Joint with Maxwell Palmer and Benjamin Schneer
Conditionally Accepted, Quarterly Journal of Economics
Does family history matter for policymaking in democracies? Linking members of Congress to the census, we observe countries of birth for members, their parents, and their grandparents, allowing us to measure ancestry for the politicians in office when U.S. immigration policy changed dramatically, from closing the border in the 1920s to reshaping admittance criteria in the 1960s. We find that legislators descended from immigrant parents or grandparents support more permissive immigration legislation. They are also less likely to speak negatively about immigration in speeches before Congress. A regression discontinuity design analyzing close elections, which addresses district-level selection and holds district composition constant, confirms our results on roll call voting and speech.

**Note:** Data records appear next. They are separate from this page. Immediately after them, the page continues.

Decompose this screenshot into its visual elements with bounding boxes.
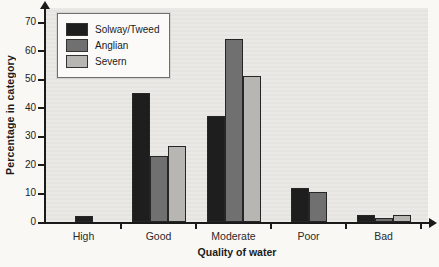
legend-swatch-anglian (66, 39, 88, 52)
y-tick-label-50: 50 (0, 73, 36, 85)
y-tick-mark-70 (38, 22, 44, 24)
bar-anglian-bad (375, 218, 393, 222)
x-tick-mark-2 (195, 224, 197, 229)
y-tick-mark-30 (38, 136, 44, 138)
water-quality-bar-chart: Percentage in category Quality of water … (0, 0, 439, 267)
legend-label-severn: Severn (95, 56, 127, 68)
y-tick-mark-40 (38, 107, 44, 109)
legend-label-solway-tweed: Solway/Tweed (95, 24, 159, 36)
x-label-high: High (49, 230, 119, 242)
y-axis-arrow-icon (40, 1, 50, 9)
x-label-bad: Bad (349, 230, 419, 242)
legend: Solway/TweedAnglianSevern (57, 13, 170, 78)
bar-solway-tweed-poor (291, 188, 309, 222)
y-tick-label-0: 0 (0, 216, 36, 228)
bar-anglian-poor (309, 192, 327, 222)
bar-solway-tweed-high (75, 216, 93, 222)
bar-severn-bad (393, 215, 411, 222)
legend-swatch-severn (66, 55, 88, 68)
x-tick-mark-5 (420, 224, 422, 229)
x-axis-arrow-icon (429, 218, 437, 228)
y-tick-mark-0 (38, 222, 44, 224)
bar-solway-tweed-moderate (207, 116, 225, 222)
x-tick-mark-1 (120, 224, 122, 229)
y-tick-label-30: 30 (0, 130, 36, 142)
bar-solway-tweed-bad (357, 215, 375, 222)
legend-item-severn: Severn (66, 55, 159, 68)
bar-solway-tweed-good (132, 93, 150, 222)
y-tick-label-20: 20 (0, 159, 36, 171)
bar-anglian-moderate (225, 39, 243, 222)
x-axis-title: Quality of water (46, 246, 428, 258)
y-tick-mark-50 (38, 79, 44, 81)
y-tick-label-40: 40 (0, 102, 36, 114)
x-tick-mark-4 (345, 224, 347, 229)
y-tick-mark-60 (38, 50, 44, 52)
bar-severn-moderate (243, 76, 261, 222)
x-label-good: Good (124, 230, 194, 242)
y-axis-line (44, 8, 46, 224)
legend-item-anglian: Anglian (66, 39, 159, 52)
y-tick-label-70: 70 (0, 16, 36, 28)
legend-label-anglian: Anglian (95, 40, 128, 52)
x-label-moderate: Moderate (199, 230, 269, 242)
legend-item-solway-tweed: Solway/Tweed (66, 23, 159, 36)
y-tick-label-10: 10 (0, 187, 36, 199)
bar-anglian-good (150, 156, 168, 222)
x-label-poor: Poor (274, 230, 344, 242)
y-tick-mark-10 (38, 193, 44, 195)
x-axis-line (44, 222, 430, 224)
y-tick-label-60: 60 (0, 45, 36, 57)
y-tick-mark-20 (38, 164, 44, 166)
x-tick-mark-3 (270, 224, 272, 229)
legend-swatch-solway-tweed (66, 23, 88, 36)
bar-severn-good (168, 146, 186, 222)
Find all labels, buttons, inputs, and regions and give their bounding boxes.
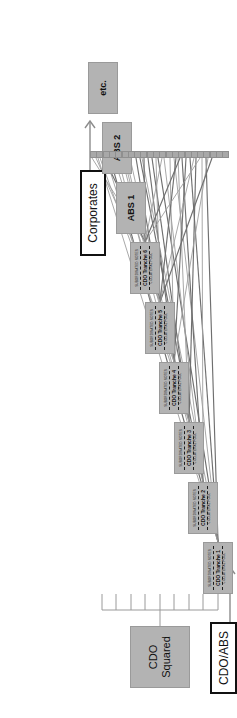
tranche-label: CDO Tranche 6 (142, 250, 148, 286)
cdo-squared-node[interactable]: CDO Squared (130, 626, 164, 688)
etc-label: etc. (98, 80, 108, 96)
pool-node-cdo-tranche-4[interactable]: SUBORDINATED NOTES CDO Tranche 4 COLLATE… (159, 362, 164, 414)
corporate-square[interactable] (159, 151, 164, 158)
tranche-label: CDO Tranche 5 (157, 310, 163, 346)
cdo-squared-label-line2: Squared (160, 636, 164, 678)
cdo-squared-label-line1: CDO (147, 636, 160, 678)
abs-label: ABS 1 (126, 195, 136, 222)
corporates-arrow (85, 121, 95, 170)
dashed-rule (155, 306, 156, 350)
corporates-label-box[interactable]: Corporates (80, 170, 106, 256)
tranche-subtext-top: SUBORDINATED NOTES (151, 309, 155, 347)
pool-node-abs-2[interactable]: ABS 2 (102, 122, 132, 174)
spine-lines (102, 594, 164, 626)
tranche-subtext-top: SUBORDINATED NOTES (136, 249, 140, 287)
corporates-label-text: Corporates (86, 183, 100, 242)
dashed-rule (140, 246, 141, 290)
tranche-subtext-bottom: COLLATERAL POOL (150, 253, 154, 284)
pool-node-cdo-tranche-6[interactable]: SUBORDINATED NOTES CDO Tranche 6 COLLATE… (130, 242, 160, 294)
pool-node-etc[interactable]: etc. (88, 62, 118, 114)
pool-node-cdo-tranche-5[interactable]: SUBORDINATED NOTES CDO Tranche 5 COLLATE… (145, 302, 164, 354)
pool-node-abs-1[interactable]: ABS 1 (116, 182, 146, 234)
cdo-squared-diagram: CDO Squared CDO/ABS Corporates SUBORDINA… (78, 0, 164, 718)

Efforts to account for selection into immigration---such as comparing international immigrants to domestic migrants and exploiting variation in restrictive legislation targeting specific regions of origin---further confirm the relationship between family immigration experience and more permissive stances on immigration policy. We then explore mechanisms, finding support for in-group identity in connecting family history with policymaking. MCs name their children in ways that express immigrant identity, and immigrant-descended MCs discuss immigration using more personal frames, emphasizing family over economic considerations. Our findings illustrate the important role of personal background in legislative behavior in democratic societies, even on major and controversial topics like immigration, and suggest how experiences transmitted from previous generations can inform lawmakers’ views.